“If you've read the press in the last year or two, the constant headline has been that there's not enough charging for electric vehicles. What has actually been happening on the ground in the last 18 months is a quite astonishing rollout of charging infrastructure.”

Ian Johnston, CEO of charging company Osprey, wants to change the narrative around the state of the charging network in this country.

He believes that charging has been unfairly lumped in with the slump in demand for the cars themselves. While gains in sales of EVs year-on-year have been marginal, Johnston told Autocar Business that the charging network has increased in size by 46% year-on-year and there are now more than 65,000 chargers operational in the UK. “And that rate and rollout is increasing all the time.”

He says charging companies like Osprey are focused on “funding and building this infrastructure ahead of the demand for EVs”, as whatever the peaks and troughs in demand for electric cars right now, the ultimate direction of travel and end game is clear.

Yet still, Johnston points to stigma and past truths about the charging network that could in turn be holding back the wider uptake of EVs. 

“We've gone from a position of people worrying about queues or if a charger works, to now, in most cases, driving into big, high-power charging hubs,” says Johnston. He also pointed to the fact that consumers will no longer need multiple apps to pay for different chargers as standards are brought in to ensure a professional, reliable and easy-to-use service from the charging industry - with league tables showing the best and worst providers. 

“The chargers installed in the last two years are reliable, easy to use, easy to pay; you just tap a bank card. The legacy chargers that are five, six or seven years old are such a tiny proportion of what's in the ground.”

Johnston says it was “disappointing” and “so unnecessary” that the lack of charging was one of the reasons the previous government pushed the ban on the sale of non-electric cars back to 2035.

“But the good news is we’ve addressed one of the major reasons not to make the switch. We now just need the [new] government to work with industry to help generate more retail demand [for the cars themselves].”

The charging network could be expanding at an even faster rate if planning permissions and highway permits (to connect to high-voltage power supplies often already in the roads) are granted sooner. Johnston says there are thousands of charging installations across the industry in the pipeline, and the network could almost double in size again.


## Try it
Look through the records, and whenever a line includes the word "FRACTION", copy it.

(Dataset entries on figures)
"""
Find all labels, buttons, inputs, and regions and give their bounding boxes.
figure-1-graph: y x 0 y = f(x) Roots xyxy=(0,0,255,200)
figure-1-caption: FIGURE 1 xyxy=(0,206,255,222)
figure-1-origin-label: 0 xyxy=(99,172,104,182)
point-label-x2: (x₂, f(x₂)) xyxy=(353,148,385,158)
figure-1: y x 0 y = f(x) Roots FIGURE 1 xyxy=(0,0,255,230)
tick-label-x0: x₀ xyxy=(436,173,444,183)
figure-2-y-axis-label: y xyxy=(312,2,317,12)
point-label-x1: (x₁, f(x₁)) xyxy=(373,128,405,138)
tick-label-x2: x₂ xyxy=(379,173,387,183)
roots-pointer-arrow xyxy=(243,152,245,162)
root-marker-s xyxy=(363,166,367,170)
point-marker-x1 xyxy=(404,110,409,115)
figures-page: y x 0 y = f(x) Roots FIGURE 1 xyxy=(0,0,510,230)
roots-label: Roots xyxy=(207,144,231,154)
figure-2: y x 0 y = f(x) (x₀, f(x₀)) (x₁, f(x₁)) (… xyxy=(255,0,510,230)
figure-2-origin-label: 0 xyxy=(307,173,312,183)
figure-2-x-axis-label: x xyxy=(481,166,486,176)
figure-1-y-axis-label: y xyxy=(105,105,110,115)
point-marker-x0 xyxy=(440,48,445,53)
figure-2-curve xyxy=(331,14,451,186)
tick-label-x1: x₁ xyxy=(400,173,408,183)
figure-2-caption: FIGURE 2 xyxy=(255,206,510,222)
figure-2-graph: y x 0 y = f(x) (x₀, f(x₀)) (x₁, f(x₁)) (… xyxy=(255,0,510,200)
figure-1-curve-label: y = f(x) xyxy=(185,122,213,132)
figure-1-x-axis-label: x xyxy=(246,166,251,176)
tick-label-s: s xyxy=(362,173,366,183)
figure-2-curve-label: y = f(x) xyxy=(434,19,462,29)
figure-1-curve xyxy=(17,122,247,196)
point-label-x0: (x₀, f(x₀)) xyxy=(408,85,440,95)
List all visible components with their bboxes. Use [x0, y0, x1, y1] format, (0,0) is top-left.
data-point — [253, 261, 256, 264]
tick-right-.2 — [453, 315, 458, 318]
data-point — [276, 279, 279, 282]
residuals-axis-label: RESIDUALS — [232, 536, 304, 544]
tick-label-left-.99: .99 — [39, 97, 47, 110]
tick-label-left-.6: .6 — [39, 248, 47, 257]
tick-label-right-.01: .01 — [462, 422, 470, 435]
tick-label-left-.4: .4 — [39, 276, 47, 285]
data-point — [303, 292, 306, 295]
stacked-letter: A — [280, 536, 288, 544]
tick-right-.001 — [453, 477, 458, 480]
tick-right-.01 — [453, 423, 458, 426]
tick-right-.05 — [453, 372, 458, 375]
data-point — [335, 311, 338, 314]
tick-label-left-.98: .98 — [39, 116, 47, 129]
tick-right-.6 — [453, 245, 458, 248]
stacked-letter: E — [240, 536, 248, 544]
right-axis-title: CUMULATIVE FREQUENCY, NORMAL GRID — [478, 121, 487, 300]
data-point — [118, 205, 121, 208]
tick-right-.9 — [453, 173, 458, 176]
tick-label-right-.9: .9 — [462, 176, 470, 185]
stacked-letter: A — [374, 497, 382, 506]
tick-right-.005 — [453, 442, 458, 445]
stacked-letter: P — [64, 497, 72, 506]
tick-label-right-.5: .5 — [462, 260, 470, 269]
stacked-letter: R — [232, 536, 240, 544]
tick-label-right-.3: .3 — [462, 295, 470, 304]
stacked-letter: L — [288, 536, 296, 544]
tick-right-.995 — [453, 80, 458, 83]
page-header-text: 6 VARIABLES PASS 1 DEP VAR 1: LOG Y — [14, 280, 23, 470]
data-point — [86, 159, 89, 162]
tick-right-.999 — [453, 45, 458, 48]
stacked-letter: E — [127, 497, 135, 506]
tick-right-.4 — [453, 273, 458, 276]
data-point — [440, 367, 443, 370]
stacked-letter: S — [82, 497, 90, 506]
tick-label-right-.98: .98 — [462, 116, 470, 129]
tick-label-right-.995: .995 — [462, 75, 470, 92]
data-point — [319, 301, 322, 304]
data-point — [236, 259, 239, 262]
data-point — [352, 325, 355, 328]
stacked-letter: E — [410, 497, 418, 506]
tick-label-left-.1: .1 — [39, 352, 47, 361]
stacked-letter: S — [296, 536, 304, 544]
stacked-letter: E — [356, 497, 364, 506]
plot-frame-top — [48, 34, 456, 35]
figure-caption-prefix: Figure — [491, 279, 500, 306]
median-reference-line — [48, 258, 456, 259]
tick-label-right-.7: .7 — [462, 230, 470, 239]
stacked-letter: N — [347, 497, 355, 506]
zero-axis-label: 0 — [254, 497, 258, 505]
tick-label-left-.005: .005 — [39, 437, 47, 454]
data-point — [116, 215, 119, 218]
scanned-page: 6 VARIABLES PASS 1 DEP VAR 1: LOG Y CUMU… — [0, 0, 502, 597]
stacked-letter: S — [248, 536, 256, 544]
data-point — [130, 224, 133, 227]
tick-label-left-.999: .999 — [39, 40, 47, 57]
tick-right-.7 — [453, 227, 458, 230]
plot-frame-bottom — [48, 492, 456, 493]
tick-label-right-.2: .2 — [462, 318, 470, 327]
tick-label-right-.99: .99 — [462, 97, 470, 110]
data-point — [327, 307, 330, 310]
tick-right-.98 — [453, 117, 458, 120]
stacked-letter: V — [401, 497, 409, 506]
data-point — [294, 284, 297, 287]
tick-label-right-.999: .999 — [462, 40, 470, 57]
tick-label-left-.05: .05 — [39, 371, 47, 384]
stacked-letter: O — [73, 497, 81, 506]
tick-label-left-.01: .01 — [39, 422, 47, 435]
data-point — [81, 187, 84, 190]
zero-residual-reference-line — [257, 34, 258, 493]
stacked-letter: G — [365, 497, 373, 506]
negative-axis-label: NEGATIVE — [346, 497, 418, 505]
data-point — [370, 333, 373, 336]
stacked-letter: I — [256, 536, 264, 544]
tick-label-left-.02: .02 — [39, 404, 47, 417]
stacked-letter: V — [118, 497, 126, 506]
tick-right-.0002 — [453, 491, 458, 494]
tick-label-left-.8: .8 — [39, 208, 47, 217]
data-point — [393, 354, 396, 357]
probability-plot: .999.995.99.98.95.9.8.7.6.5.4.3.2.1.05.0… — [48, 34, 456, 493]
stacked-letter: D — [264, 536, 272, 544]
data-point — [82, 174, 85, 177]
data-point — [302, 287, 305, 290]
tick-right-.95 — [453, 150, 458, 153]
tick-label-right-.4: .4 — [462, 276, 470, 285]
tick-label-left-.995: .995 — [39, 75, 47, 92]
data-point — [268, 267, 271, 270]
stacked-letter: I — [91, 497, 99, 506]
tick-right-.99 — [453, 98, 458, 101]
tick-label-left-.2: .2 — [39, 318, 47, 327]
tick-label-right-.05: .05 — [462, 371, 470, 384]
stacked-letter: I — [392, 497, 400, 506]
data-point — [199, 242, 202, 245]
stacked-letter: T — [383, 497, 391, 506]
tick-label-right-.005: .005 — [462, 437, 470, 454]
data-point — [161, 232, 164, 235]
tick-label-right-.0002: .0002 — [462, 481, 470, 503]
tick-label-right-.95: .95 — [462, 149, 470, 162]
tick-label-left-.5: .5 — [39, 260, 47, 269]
"""
"""
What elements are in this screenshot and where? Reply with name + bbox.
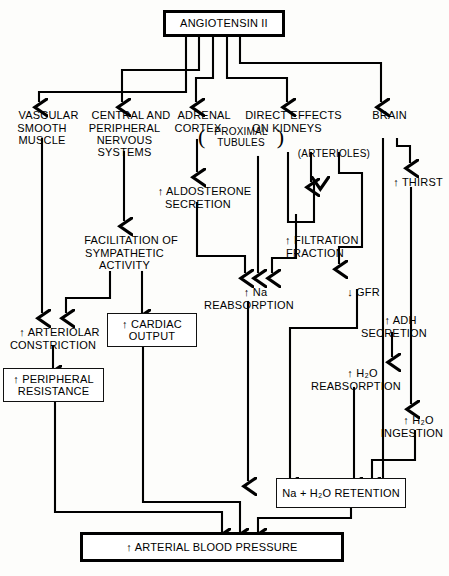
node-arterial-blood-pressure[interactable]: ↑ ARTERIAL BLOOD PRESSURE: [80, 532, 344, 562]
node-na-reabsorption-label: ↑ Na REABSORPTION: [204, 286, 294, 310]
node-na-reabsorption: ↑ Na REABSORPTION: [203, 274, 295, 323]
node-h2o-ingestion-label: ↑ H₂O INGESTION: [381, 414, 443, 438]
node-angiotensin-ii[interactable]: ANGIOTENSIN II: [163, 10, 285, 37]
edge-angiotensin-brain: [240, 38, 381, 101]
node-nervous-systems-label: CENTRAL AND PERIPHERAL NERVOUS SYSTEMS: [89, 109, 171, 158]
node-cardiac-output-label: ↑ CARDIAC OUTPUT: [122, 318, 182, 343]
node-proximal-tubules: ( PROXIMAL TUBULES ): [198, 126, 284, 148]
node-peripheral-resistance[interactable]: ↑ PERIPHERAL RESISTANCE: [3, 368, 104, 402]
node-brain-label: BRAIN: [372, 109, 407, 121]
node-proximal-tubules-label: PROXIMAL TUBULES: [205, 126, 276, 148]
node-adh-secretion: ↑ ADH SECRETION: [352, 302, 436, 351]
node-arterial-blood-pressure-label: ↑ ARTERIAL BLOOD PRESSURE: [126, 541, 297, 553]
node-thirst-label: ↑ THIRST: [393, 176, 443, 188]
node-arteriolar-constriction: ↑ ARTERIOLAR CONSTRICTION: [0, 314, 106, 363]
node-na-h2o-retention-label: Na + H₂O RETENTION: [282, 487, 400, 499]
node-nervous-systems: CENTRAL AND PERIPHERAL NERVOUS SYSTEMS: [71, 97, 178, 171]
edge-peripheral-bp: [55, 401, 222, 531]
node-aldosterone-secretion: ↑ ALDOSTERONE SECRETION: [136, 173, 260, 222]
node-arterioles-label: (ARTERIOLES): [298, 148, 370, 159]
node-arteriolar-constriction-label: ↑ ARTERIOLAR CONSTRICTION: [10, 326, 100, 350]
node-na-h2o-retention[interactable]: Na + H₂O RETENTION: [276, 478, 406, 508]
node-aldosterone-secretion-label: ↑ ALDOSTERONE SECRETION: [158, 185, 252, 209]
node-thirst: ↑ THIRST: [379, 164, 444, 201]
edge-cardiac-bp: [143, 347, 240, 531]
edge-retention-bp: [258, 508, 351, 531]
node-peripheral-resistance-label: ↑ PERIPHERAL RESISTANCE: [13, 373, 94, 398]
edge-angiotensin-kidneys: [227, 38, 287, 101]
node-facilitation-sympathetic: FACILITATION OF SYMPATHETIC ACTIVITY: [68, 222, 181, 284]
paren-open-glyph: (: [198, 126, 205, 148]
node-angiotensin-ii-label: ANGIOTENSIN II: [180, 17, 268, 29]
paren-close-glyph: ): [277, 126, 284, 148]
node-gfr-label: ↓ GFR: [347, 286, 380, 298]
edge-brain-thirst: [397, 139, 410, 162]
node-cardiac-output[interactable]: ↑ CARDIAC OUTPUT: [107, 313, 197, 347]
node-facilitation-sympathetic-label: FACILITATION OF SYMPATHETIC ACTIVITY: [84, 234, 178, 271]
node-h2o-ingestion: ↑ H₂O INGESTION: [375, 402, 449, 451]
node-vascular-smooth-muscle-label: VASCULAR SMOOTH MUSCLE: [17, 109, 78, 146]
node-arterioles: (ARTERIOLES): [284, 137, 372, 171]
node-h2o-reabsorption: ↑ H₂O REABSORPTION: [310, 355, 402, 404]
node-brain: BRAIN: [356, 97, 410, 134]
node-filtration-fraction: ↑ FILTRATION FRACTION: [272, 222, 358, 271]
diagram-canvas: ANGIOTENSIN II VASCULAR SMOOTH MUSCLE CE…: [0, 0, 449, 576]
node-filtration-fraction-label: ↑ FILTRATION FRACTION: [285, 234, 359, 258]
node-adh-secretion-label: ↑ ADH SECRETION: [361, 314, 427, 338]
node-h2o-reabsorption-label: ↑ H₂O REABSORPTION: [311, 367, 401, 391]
"""
## Task result
node-filtration-fraction: ↑ FILTRATION FRACTION: [272, 222, 358, 271]
node-filtration-fraction-label: ↑ FILTRATION FRACTION: [285, 234, 359, 258]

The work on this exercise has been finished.